Photo Exhibition on Migrant Workers - “The Long Road Home: Journeys of Indonesian Migrant Workers”

As an effort to document the lives and migration experiences of Indonesian migrant domestic workers, the ILO in collaboration with Sim Chi Yin, a Singaporean photojournalist who is now based in Beijing, China, have developed a photo essay titled “The Long Road Home: Journeys of Indonesian Migrant Workers.”

Background

Growing numbers of Indonesian women and men continue to opt for overseas labour migration as the best way of securing an adequate income for their families and escaping poverty. However, the social and economic costs of migration to the workers and their families are many, but are often poorly understood and documented.

As the second largest sending country, some 700.000 documented Indonesian migrant workers leave the country for work abroad, primarily in East and South East Asia as well as the Middle East. Of these, 78 per cent work as domestic workers. In 2009, around 4.3 million Indonesians were estimated to be working abroad. Even though Indonesian migrant workers are the second largest contributor to Indonesia’s foreign exchange incomes, amounting to about USD 2.4 billion annually, many of these “foreign exchange heroes” experience exploitation and abuse throughout the migration process, both in Indonesia and abroad.

As an effort to document the lives and migration experiences of Indonesian migrant domestic workers, the ILO in collaboration with Sim Chi Yin, a Singaporean photojournalist who is now based in Beijing, China, have developed a photo essay titled “The Long Road Home: Journeys of Indonesian Migrant Workers.” The photo essay will be launched on 29 September 2011 in Jakarta, attended by the Minister of Manpower and Transmigration, Muhaimin Iskandar, Head of BNP2TKI, Jumhur Hidayat, and the representative from the Ministry of Women’s Empowerment and Child Protection.

Purpose and Objective

The photo exhibition will display 20 selected photos from the photo essay, that will be held from 2 – 5 October 2011 at Graha Cipta III, TIM, Jakarta. Opened for public, the exhibition is aimed to raise interest in and awareness of the public at large of the plight and conditions of Indonesian domestic migrant workers and their families.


Prompt:
Every record is to be printed exactly as written; pictures are to be omitted.

Supplied data:
---------------
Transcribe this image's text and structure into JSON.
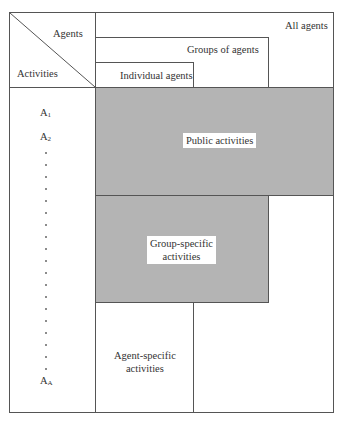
{
  "diagram": {
    "corner": {
      "agents_label": "Agents",
      "activities_label": "Activities"
    },
    "agent_levels": [
      {
        "label": "All agents"
      },
      {
        "label": "Groups of agents"
      },
      {
        "label": "Individual agents"
      }
    ],
    "activity_rows": {
      "first": "A",
      "first_sub": "1",
      "second": "A",
      "second_sub": "2",
      "last": "A",
      "last_sub": "A"
    },
    "regions": [
      {
        "label": "Public activities",
        "shaded": true,
        "color": "#b4b4b4"
      },
      {
        "label_line1": "Group-specific",
        "label_line2": "activities",
        "shaded": true,
        "color": "#b4b4b4"
      },
      {
        "label_line1": "Agent-specific",
        "label_line2": "activities",
        "shaded": false
      }
    ]
  }
}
---------------
Exercise response:
Transcribe this image's text and structure into JSON.
{
  "diagram": {
    "corner": {
      "agents_label": "Agents",
      "activities_label": "Activities"
    },
    "agent_levels": [
      {
        "label": "All agents"
      },
      {
        "label": "Groups of agents"
      },
      {
        "label": "Individual agents"
      }
    ],
    "activity_rows": {
      "first": "A",
      "first_sub": "1",
      "second": "A",
      "second_sub": "2",
      "last": "A",
      "last_sub": "A"
    },
    "regions": [
      {
        "label": "Public activities",
        "shaded": true,
        "color": "#b4b4b4"
      },
      {
        "label_line1": "Group-specific",
        "label_line2": "activities",
        "shaded": true,
        "color": "#b4b4b4"
      },
      {
        "label_line1": "Agent-specific",
        "label_line2": "activities",
        "shaded": false
      }
    ]
  }
}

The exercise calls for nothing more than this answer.